Audio Arts (1973-2006)

6 May 2010, dusan

“The audio cassette-magazine Audio Arts was established by Bill Furlong in 1973. Edited and produced by Furlong, it comprises an integral element of his art practice.

The idea of Audio Arts arose out of conversations between two young artists, William Furlong and Barry Barker, in the early 1970s. Its publication was a part of the conceptual experimentation taking place within the contemporary art of the time.

Since its inception in 1972, Audio Arts has grown to become a comprehensive and coherently focused sound archive of artists’ voices as well as sound art. The cassette-magazine has been in continuous and regular publication for thirty-five years, with over twenty-five volumes of four issues each.

A small part of the Audio Arts archive is shown for the first time. Four hours of recorded clips can be accessed online, or in Tate gallery via headphones.”

Exhibition (Tate, 2007)
Article about Furlong (Randy Kennedy)
Speaking of Art book (contains 50 selected interviews)
Wikipedia

Listen (on Tate website)

Manuel Castells: Communication Power (2009)

6 May 2010, dusan

We live in the midst of a revolution in communication technologies that affects the way in which people feel, think, and behave. The mass media (including web-based media), Manuel Castells argues, has become the space where political and business power strategies are played out; power now lies in the hands of those who understand or control communication.

Over the last thirty years, Castells has emerged as one of the world’s leading communications theorists. In this, his most far-reaching book for a decade, he explores the nature of power itself, in the new communications environment. His vision encompasses business, media, neuroscience, technology, and, above all, politics. His case histories include global media deregulation, the misinformation that surrounded the invasion of Iraq, environmental movements, the role of the internet in the Obama presidential campaign, and media control in Russia and China. In the new network society of instant messaging, social networking, and blogging–“mass self-communication”–politics is fundamentally media politics. This fact is behind a worldwide crisis of political legitimacy that challenges the meaning of democracy in much of the world.

Publisher Oxford University Press, 2009
ISBN 0199567042, 9780199567041
Length 571 pages

publisher
google books

PDF

Jonathan Crary: Suspensions of Perception: Attention, Spectacle, and Modern Culture (1999)

5 May 2010, dusan

Suspensions of Perception is a major historical study of human attention and its volatile role in modern Western culture. It argues that the ways in which we intently look at or listen to anything result from crucial changes in the nature of perception that can be traced back to the second half of the nineteenth century.

Focusing on the period from about 1880 to 1905, Jonathan Crary examines the connections between the modernization of subjectivity and the dramatic expansion and industrialization of visual/auditory culture. At the core of his project is the paradoxical nature of modern attention, which was both a fundamental condition of individual freedom, creativity, and experience and a central element in the efficient functioning of economic and disciplinary institutions as well as the emerging spaces of mass consumption and spectacle.

Crary approaches these issues through multiple analyses of single works by three key modernist painters—Manet, Seurat, and Cezanne—who each engaged in a singular confrontation with the disruptions, vacancies, and rifts within a perceptual field. Each in his own way discovered that sustained attentiveness, rather than fixing or securing the world, led to perceptual disintegration and loss of presence, and each used this discovery as the basis for a reinvention of representational practices.

Suspensions of Perception decisively relocates the problem of aesthetic contemplation within a broader collective encounter with the unstable nature of perception—in psychology, philosophy, neurology, early cinema, and photography. In doing so, it provides a historical framework for understanding the current social crisis of attention amid the accelerating metamorphoses of our contemporary technological culture.”

Publisher MIT Press, 1999
October Books series
ISBN 0262531992, 9780262531993
397 pages

Reviews: Juliet Koss (CAA Reviews, 2000), Jodi Brooks (Screening the Past, 2000), Steven Z. Levine (Bryn Mawr College, 2001), Kimberly Lamm (Cultural Critique, 2002).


EXERCISE:
Without the pictures, output the records below exactly as they are.

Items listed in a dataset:
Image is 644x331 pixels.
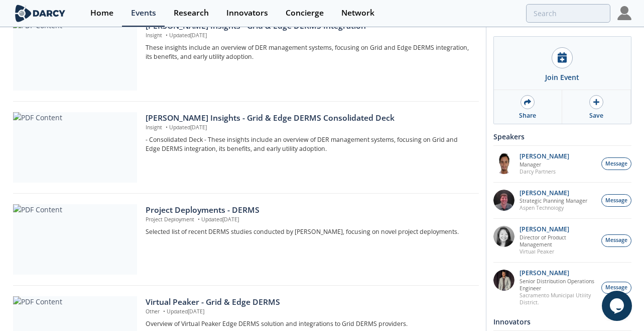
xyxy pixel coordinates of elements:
p: Insight Updated [DATE] [146,123,472,132]
a: PDF Content [PERSON_NAME] Insights - Grid & Edge DERMS Integration Insight •Updated[DATE] These i... [13,20,479,91]
div: Home [91,9,113,17]
div: Innovators [226,9,268,17]
p: Other Updated [DATE] [146,308,472,316]
p: These insights include an overview of DER management systems, focusing on Grid and Edge DERMS int... [146,43,472,62]
div: Project Deployments - DERMS [146,204,472,216]
p: Insight Updated [DATE] [146,32,472,39]
div: [PERSON_NAME] Insights - Grid & Edge DERMS Consolidated Deck [146,112,472,124]
p: Senior Distribution Operations Engineer [520,278,596,292]
div: Share [519,111,536,120]
div: Network [342,9,374,17]
a: PDF Content Project Deployments - DERMS Project Deployment •Updated[DATE] Selected list of recent... [13,204,479,275]
button: Message [601,158,632,170]
button: Message [601,234,632,247]
span: Message [605,236,628,244]
div: Events [131,9,156,17]
p: Project Deployment Updated [DATE] [146,215,472,224]
p: Virtual Peaker [520,248,596,255]
p: Director of Product Management [520,234,596,248]
button: Message [601,282,632,294]
div: Innovators [494,313,632,330]
img: Profile [618,6,632,20]
div: Research [174,9,209,17]
div: Save [590,111,603,120]
p: [PERSON_NAME] [520,190,588,196]
span: Message [605,284,628,292]
p: Selected list of recent DERMS studies conducted by [PERSON_NAME], focusing on novel project deplo... [146,227,472,236]
span: • [164,123,169,131]
p: [PERSON_NAME] [520,269,596,276]
img: vRBZwDRnSTOrB1qTpmXr [494,153,515,174]
p: Aspen Technology [520,204,588,211]
button: Message [601,194,632,207]
img: 7fca56e2-1683-469f-8840-285a17278393 [494,269,515,291]
div: Concierge [286,9,324,17]
a: PDF Content [PERSON_NAME] Insights - Grid & Edge DERMS Consolidated Deck Insight •Updated[DATE] -... [13,112,479,183]
p: Manager [520,161,569,168]
span: • [196,215,201,223]
div: Virtual Peaker - Grid & Edge DERMS [146,296,472,308]
p: Strategic Planning Manager [520,197,588,204]
iframe: chat widget [602,291,634,321]
span: • [161,308,167,315]
p: - Consolidated Deck - These insights include an overview of DER management systems, focusing on G... [146,135,472,154]
span: Message [605,196,628,205]
p: [PERSON_NAME] [520,226,596,233]
img: logo-wide.svg [13,5,68,22]
p: Darcy Partners [520,168,569,175]
input: Advanced Search [526,4,611,22]
p: [PERSON_NAME] [520,153,569,160]
span: • [164,32,169,39]
div: Speakers [494,127,632,145]
div: Join Event [546,72,580,83]
img: accc9a8e-a9c1-4d58-ae37-132228efcf55 [494,190,515,211]
p: Overview of Virtual Peaker Edge DERMS solution and integrations to Grid DERMS providers. [146,319,472,328]
img: 8160f632-77e6-40bd-9ce2-d8c8bb49c0dd [494,226,515,247]
span: Message [605,160,628,168]
p: Sacramento Municipal Utility District. [520,292,596,306]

RESPONSE AREA:
Image is 644x331 pixels.
xyxy pixel coordinates of elements:
p: Insight Updated [DATE] [146,123,472,132]
a: PDF Content [PERSON_NAME] Insights - Grid & Edge DERMS Integration Insight •Updated[DATE] These i... [13,20,479,91]
div: Home [91,9,113,17]
div: Innovators [226,9,268,17]
p: Other Updated [DATE] [146,308,472,316]
p: These insights include an overview of DER management systems, focusing on Grid and Edge DERMS int... [146,43,472,62]
div: Project Deployments - DERMS [146,204,472,216]
p: Insight Updated [DATE] [146,32,472,39]
div: [PERSON_NAME] Insights - Grid & Edge DERMS Consolidated Deck [146,112,472,124]
p: Senior Distribution Operations Engineer [520,278,596,292]
div: Share [519,111,536,120]
div: Network [342,9,374,17]
a: PDF Content Project Deployments - DERMS Project Deployment •Updated[DATE] Selected list of recent... [13,204,479,275]
button: Message [601,158,632,170]
button: Message [601,234,632,247]
span: Message [605,236,628,244]
div: Events [131,9,156,17]
p: Project Deployment Updated [DATE] [146,215,472,224]
p: Virtual Peaker [520,248,596,255]
p: Director of Product Management [520,234,596,248]
button: Message [601,282,632,294]
div: Innovators [494,313,632,330]
img: Profile [618,6,632,20]
div: Research [174,9,209,17]
div: Save [590,111,603,120]
p: [PERSON_NAME] [520,190,588,196]
span: Message [605,284,628,292]
p: Selected list of recent DERMS studies conducted by [PERSON_NAME], focusing on novel project deplo... [146,227,472,236]
span: • [164,123,169,131]
p: [PERSON_NAME] [520,269,596,276]
img: vRBZwDRnSTOrB1qTpmXr [494,153,515,174]
p: Aspen Technology [520,204,588,211]
button: Message [601,194,632,207]
img: 7fca56e2-1683-469f-8840-285a17278393 [494,269,515,291]
div: Concierge [286,9,324,17]
a: PDF Content [PERSON_NAME] Insights - Grid & Edge DERMS Consolidated Deck Insight •Updated[DATE] -... [13,112,479,183]
p: Manager [520,161,569,168]
span: • [196,215,201,223]
div: Virtual Peaker - Grid & Edge DERMS [146,296,472,308]
p: Strategic Planning Manager [520,197,588,204]
iframe: chat widget [602,291,634,321]
span: • [161,308,167,315]
p: - Consolidated Deck - These insights include an overview of DER management systems, focusing on G... [146,135,472,154]
span: Message [605,196,628,205]
p: [PERSON_NAME] [520,226,596,233]
img: logo-wide.svg [13,5,68,22]
p: Darcy Partners [520,168,569,175]
input: Advanced Search [526,4,611,22]
p: [PERSON_NAME] [520,153,569,160]
span: • [164,32,169,39]
div: Speakers [494,127,632,145]
div: Join Event [546,72,580,83]
img: accc9a8e-a9c1-4d58-ae37-132228efcf55 [494,190,515,211]
p: Overview of Virtual Peaker Edge DERMS solution and integrations to Grid DERMS providers. [146,319,472,328]
img: 8160f632-77e6-40bd-9ce2-d8c8bb49c0dd [494,226,515,247]
span: Message [605,160,628,168]
p: Sacramento Municipal Utility District. [520,292,596,306]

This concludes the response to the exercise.